Task material Block Start

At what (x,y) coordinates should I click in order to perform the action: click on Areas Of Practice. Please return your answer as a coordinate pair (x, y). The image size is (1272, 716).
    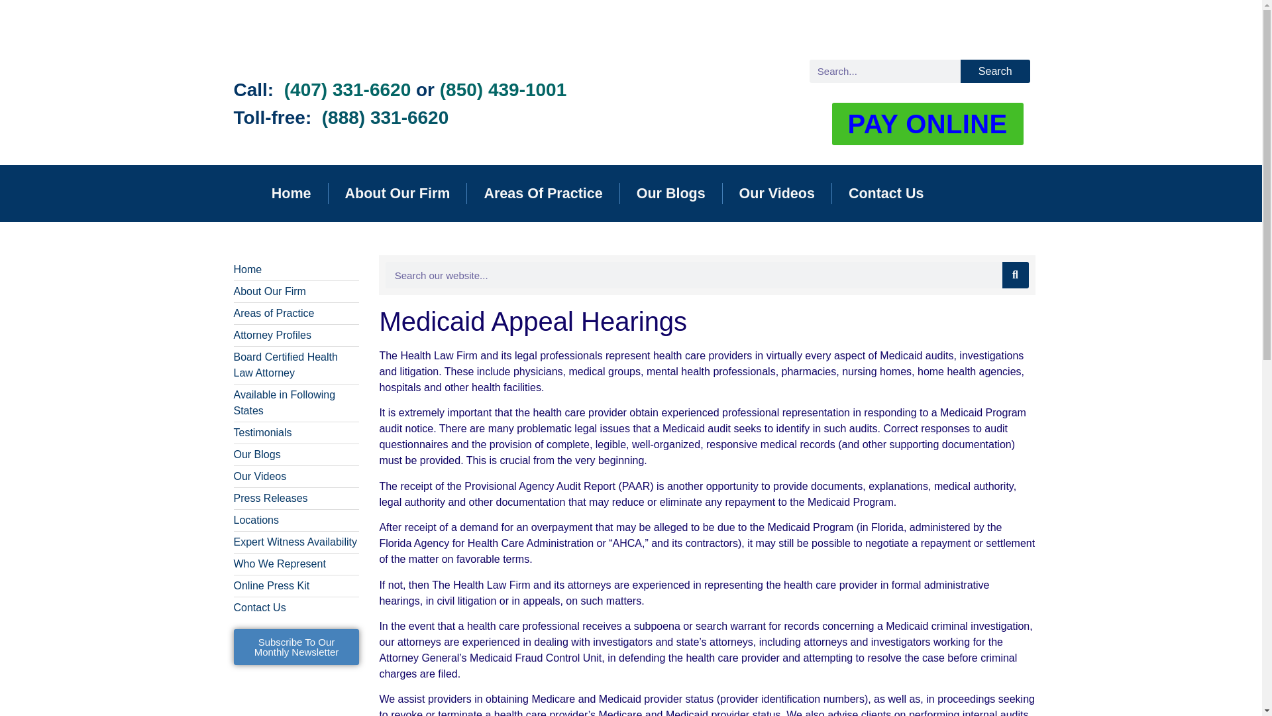
    Looking at the image, I should click on (542, 193).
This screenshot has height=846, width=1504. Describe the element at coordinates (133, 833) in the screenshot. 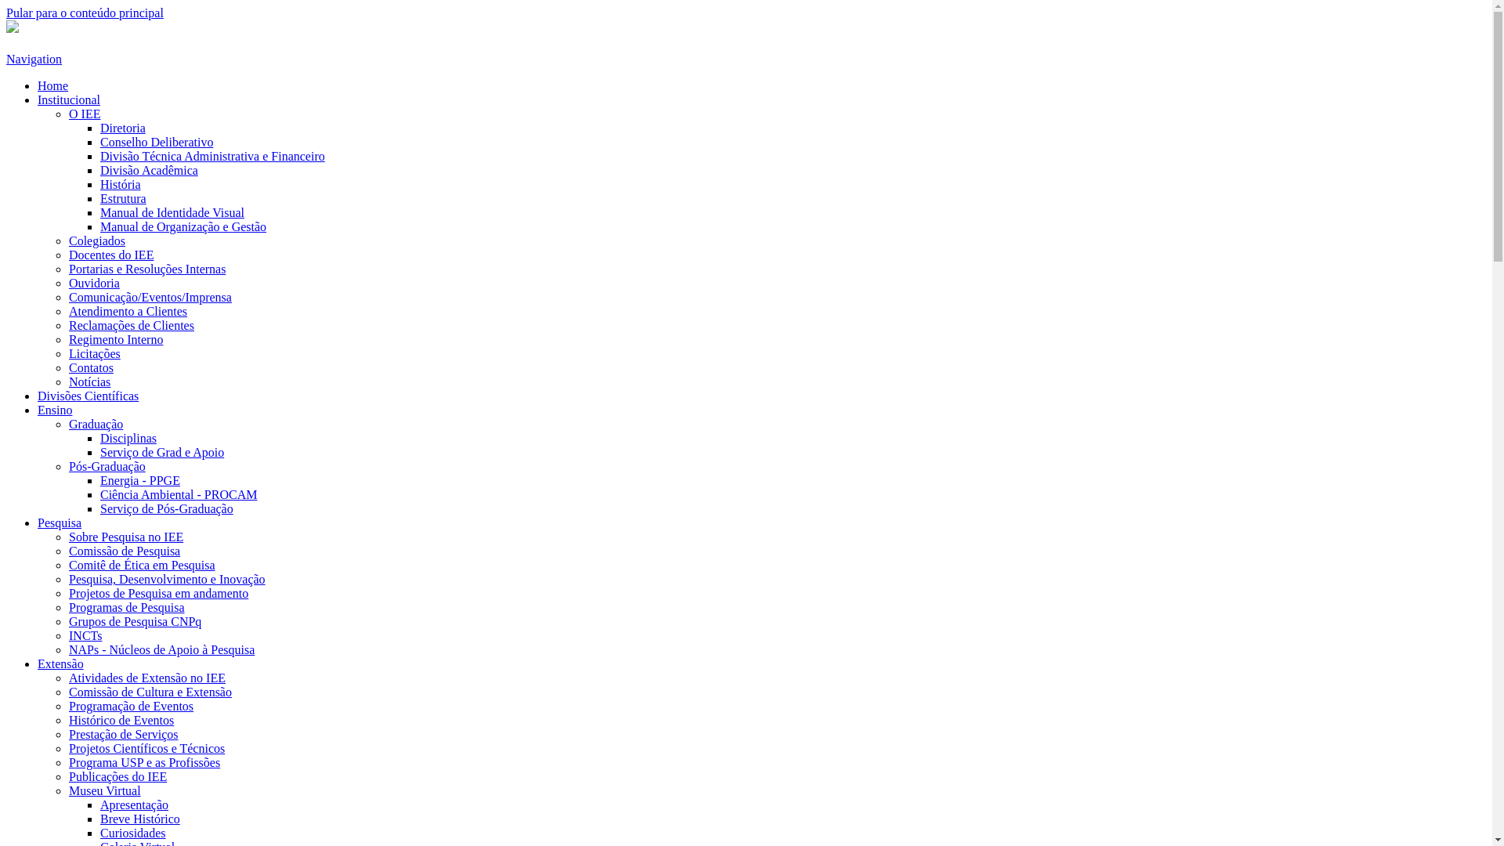

I see `Curiosidades` at that location.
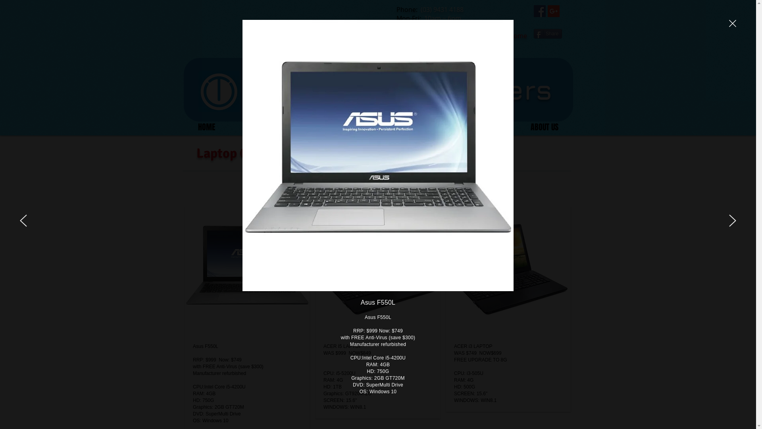 The image size is (762, 429). What do you see at coordinates (489, 127) in the screenshot?
I see `CONTACT` at bounding box center [489, 127].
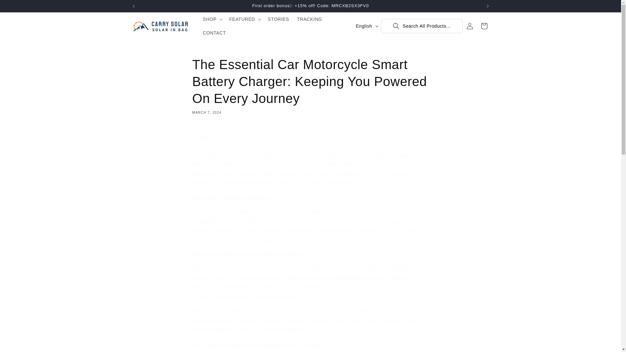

Task material Block End

Your instructions - From the first line to the last, reproduce the listing above exactly, leaving the pictures out.

Expected answer -
At what (x,y) coordinates should I click in order to perform the action: click on Areas Of Practice. Please return your answer as a coordinate pair (x, y). The image size is (1272, 716).
    Looking at the image, I should click on (542, 193).
This screenshot has height=846, width=1504. Describe the element at coordinates (133, 833) in the screenshot. 

I see `Curiosidades` at that location.
 The image size is (762, 429). What do you see at coordinates (489, 127) in the screenshot?
I see `CONTACT` at bounding box center [489, 127].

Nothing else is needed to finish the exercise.